Solar tax incentives are not incentives, at least not in the traditional sense. They are politically palatable carbon pricing. More than that, Americans increasingly view them not as subsidies but as civic responsibility and a sound investment.
For decades, fossil fuel-aligned politicians have sought to brand carbon pollution pricing as a “carbon tax,” a term carefully chosen to make a practical, market-friendly policy politically toxic.
Philosophically, Americans are against taxation. We bristle at the word “tax.” After all, “no taxation without representation” is a foundational rallying cry. The phrase “carbon tax” lands poorly because it evokes images of politicians digging a new tunnel into our collective pockets. Even among supporters of carbon legislation, there’s often discomfort with handing elected officials a blank check.
And yet, most Americans recognize that emissions are pollution, and pollution carries a cost. We’re surprisingly willing to pay a bit more for a better product (cleaner energy) and we’ll even accept added fees on electricity bills when we know those dollars are building visible infrastructure.
We have proof.
Americans don’t just say that they like solar, they back it with their wallets. Favorability polls put solar right up there with apple pie, and the numbers support it. There are more than five million U.S. solar installations online, most of them residential. The U.S. solar fleet exceeds 200 GW and is worth hundreds of billions of dollars. If we’re going to pay what amounts to a carbon tax, Americans have made it clear: they want those dollars tied directly to real hardware.

A 2017 Yale University poll found that U.S. households were willing to pay up to $177 more per year on electricity bills for cleaner energy. When asked how they’d like that money spent, nearly 80% favored wind and solar development, while 77% supported infrastructure upgrades like roads and bridges.
As with the apple pie data, solar’s favorability rating, consistently above 80%, dwarfs that of even the most popular politicians: Obama, Schwarzenegger, Harris, and Sanders top out between 50% and 61%, still far behind solar.
That popularity is also why Trump, who recently called solar and wind the “scam of the year,” was never able to eliminate the tax credits. There’s precedent for this kind of political durability. In Europe, wind and solar grew under public incentive programs that rewarded early adopters, especially in the wake of repeated global energy crises.
The reason for the social acceptance is simple: the cycle works. Distributed generation brings distributed benefits—jobs, bill savings, rooftop revenue—all funded by distributed responsibility. The $177-a-year figure becomes a civic baseline.
Still, fossil-fueled media voices claim that wind and solar have “outlived” their incentives. The narrative doesn’t hold. These supports are not giveaways. They’re obligations.

Because fossil interests delayed climate action for decades, the United States forfeited its first-mover advantage and the luxury of a smooth transition under purer market principles.
America has lollygagged since the 1980s, sedated by 40 years of propaganda, even as climate science grew clearer and more urgent. The bill is now due: to meet our 2050 climate targets, we must compress 40 years of inaction into just 25 years of decisive effort. And the slope towards a stable biosphere keeps steepening.
As science raised its voice, so did its opposition. The propaganda didn’t fade, it evolved. It’s louder now, more sophisticated, and deeply embedded in the culture wars that drown out facts with outrage. Yet even in this moment, broad support for solar and storage has helped launch a genuine energy revolution.
Tax credits aren’t energy welfare. They’re the cost of delay. They’re a down payment on civic responsibility, deferred by misinformation, regulatory capture, and legislative gridlock. They’re the uncomfortable byproduct of a disrupted transition, and the price of playing catch-up in an emergency.
There’s no elegant way to undo decades of inaction, and we’re out of time for purity tests. We must embrace risk. Some things will break. Others will work. Disruption is the price of transformation. Compared to the cost of doing nothing, it’s a bargain.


→ **Task goal**:
Could you say how many lines in the entries contain the string "United"? Give only that number.

*** Input records ***

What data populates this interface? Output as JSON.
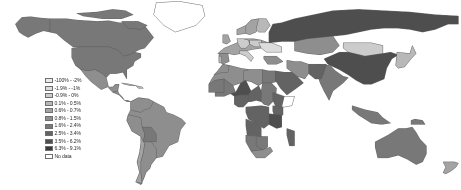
{
  "figure": {
    "type": "choropleth-world-map",
    "background_color": "#ffffff",
    "ocean_color": "#ffffff",
    "border_color": "#5a5a5a",
    "projection": "equirectangular"
  },
  "legend": {
    "title": "",
    "nodata_label": "No data",
    "nodata_color": "#ffffff",
    "entries": [
      {
        "label": "-100% - -2%",
        "color": "#ebebeb"
      },
      {
        "label": "-1.9% - -1%",
        "color": "#dcdcdc"
      },
      {
        "label": "-0.9% - 0%",
        "color": "#cccccc"
      },
      {
        "label": "0.1% - 0.5%",
        "color": "#b8b8b8"
      },
      {
        "label": "0.6% - 0.7%",
        "color": "#a3a3a3"
      },
      {
        "label": "0.8% - 1.5%",
        "color": "#8e8e8e"
      },
      {
        "label": "1.6% - 2.4%",
        "color": "#787878"
      },
      {
        "label": "2.5% - 3.4%",
        "color": "#636363"
      },
      {
        "label": "3.5% - 6.2%",
        "color": "#4e4e4e"
      },
      {
        "label": "6.3% - 9.1%",
        "color": "#3a3a3a"
      },
      {
        "label": "No data",
        "color": "#ffffff"
      }
    ]
  },
  "chart_data": {
    "type": "heatmap",
    "title": "",
    "xlabel": "",
    "ylabel": "",
    "colormap": "grayscale-sequential",
    "bins": [
      "-100% - -2%",
      "-1.9% - -1%",
      "-0.9% - 0%",
      "0.1% - 0.5%",
      "0.6% - 0.7%",
      "0.8% - 1.5%",
      "1.6% - 2.4%",
      "2.5% - 3.4%",
      "3.5% - 6.2%",
      "6.3% - 9.1%",
      "No data"
    ],
    "regions": [
      {
        "name": "Canada",
        "bin": "1.6% - 2.4%"
      },
      {
        "name": "United States",
        "bin": "1.6% - 2.4%"
      },
      {
        "name": "Greenland",
        "bin": "No data"
      },
      {
        "name": "Mexico",
        "bin": "0.8% - 1.5%"
      },
      {
        "name": "Cuba",
        "bin": "0.1% - 0.5%"
      },
      {
        "name": "Guatemala",
        "bin": "0.8% - 1.5%"
      },
      {
        "name": "Honduras",
        "bin": "0.8% - 1.5%"
      },
      {
        "name": "Nicaragua",
        "bin": "0.8% - 1.5%"
      },
      {
        "name": "Costa Rica",
        "bin": "0.8% - 1.5%"
      },
      {
        "name": "Panama",
        "bin": "0.8% - 1.5%"
      },
      {
        "name": "Colombia",
        "bin": "0.8% - 1.5%"
      },
      {
        "name": "Venezuela",
        "bin": "0.8% - 1.5%"
      },
      {
        "name": "Brazil",
        "bin": "0.8% - 1.5%"
      },
      {
        "name": "Peru",
        "bin": "0.8% - 1.5%"
      },
      {
        "name": "Bolivia",
        "bin": "1.6% - 2.4%"
      },
      {
        "name": "Chile",
        "bin": "0.6% - 0.7%"
      },
      {
        "name": "Argentina",
        "bin": "0.8% - 1.5%"
      },
      {
        "name": "Paraguay",
        "bin": "1.6% - 2.4%"
      },
      {
        "name": "Uruguay",
        "bin": "0.1% - 0.5%"
      },
      {
        "name": "United Kingdom",
        "bin": "0.6% - 0.7%"
      },
      {
        "name": "France",
        "bin": "0.6% - 0.7%"
      },
      {
        "name": "Spain",
        "bin": "0.8% - 1.5%"
      },
      {
        "name": "Portugal",
        "bin": "0.1% - 0.5%"
      },
      {
        "name": "Germany",
        "bin": "-0.9% - 0%"
      },
      {
        "name": "Poland",
        "bin": "-0.9% - 0%"
      },
      {
        "name": "Italy",
        "bin": "-0.9% - 0%"
      },
      {
        "name": "Norway",
        "bin": "0.6% - 0.7%"
      },
      {
        "name": "Sweden",
        "bin": "0.6% - 0.7%"
      },
      {
        "name": "Finland",
        "bin": "0.1% - 0.5%"
      },
      {
        "name": "Ukraine",
        "bin": "-1.9% - -1%"
      },
      {
        "name": "Russia",
        "bin": "3.5% - 6.2%"
      },
      {
        "name": "Kazakhstan",
        "bin": "0.8% - 1.5%"
      },
      {
        "name": "Mongolia",
        "bin": "-0.9% - 0%"
      },
      {
        "name": "China",
        "bin": "3.5% - 6.2%"
      },
      {
        "name": "Japan",
        "bin": "0.1% - 0.5%"
      },
      {
        "name": "India",
        "bin": "1.6% - 2.4%"
      },
      {
        "name": "Pakistan",
        "bin": "2.5% - 3.4%"
      },
      {
        "name": "Iran",
        "bin": "0.8% - 1.5%"
      },
      {
        "name": "Saudi Arabia",
        "bin": "2.5% - 3.4%"
      },
      {
        "name": "Turkey",
        "bin": "0.8% - 1.5%"
      },
      {
        "name": "Indonesia",
        "bin": "1.6% - 2.4%"
      },
      {
        "name": "Australia",
        "bin": "1.6% - 2.4%"
      },
      {
        "name": "New Zealand",
        "bin": "0.6% - 0.7%"
      },
      {
        "name": "Egypt",
        "bin": "1.6% - 2.4%"
      },
      {
        "name": "Libya",
        "bin": "0.8% - 1.5%"
      },
      {
        "name": "Algeria",
        "bin": "0.8% - 1.5%"
      },
      {
        "name": "Morocco",
        "bin": "0.8% - 1.5%"
      },
      {
        "name": "Nigeria",
        "bin": "2.5% - 3.4%"
      },
      {
        "name": "Ethiopia",
        "bin": "2.5% - 3.4%"
      },
      {
        "name": "Kenya",
        "bin": "2.5% - 3.4%"
      },
      {
        "name": "Tanzania",
        "bin": "3.5% - 6.2%"
      },
      {
        "name": "DR Congo",
        "bin": "2.5% - 3.4%"
      },
      {
        "name": "Angola",
        "bin": "2.5% - 3.4%"
      },
      {
        "name": "South Africa",
        "bin": "0.8% - 1.5%"
      },
      {
        "name": "Namibia",
        "bin": "1.6% - 2.4%"
      },
      {
        "name": "Botswana",
        "bin": "1.6% - 2.4%"
      },
      {
        "name": "Madagascar",
        "bin": "2.5% - 3.4%"
      },
      {
        "name": "Sudan",
        "bin": "1.6% - 2.4%"
      },
      {
        "name": "Chad",
        "bin": "2.5% - 3.4%"
      },
      {
        "name": "Niger",
        "bin": "3.5% - 6.2%"
      },
      {
        "name": "Mali",
        "bin": "1.6% - 2.4%"
      },
      {
        "name": "Mauritania",
        "bin": "1.6% - 2.4%"
      },
      {
        "name": "Somalia",
        "bin": "No data"
      },
      {
        "name": "Antarctica",
        "bin": "No data"
      }
    ]
  }
}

*** End of Input records ***

→ **Result below**:
2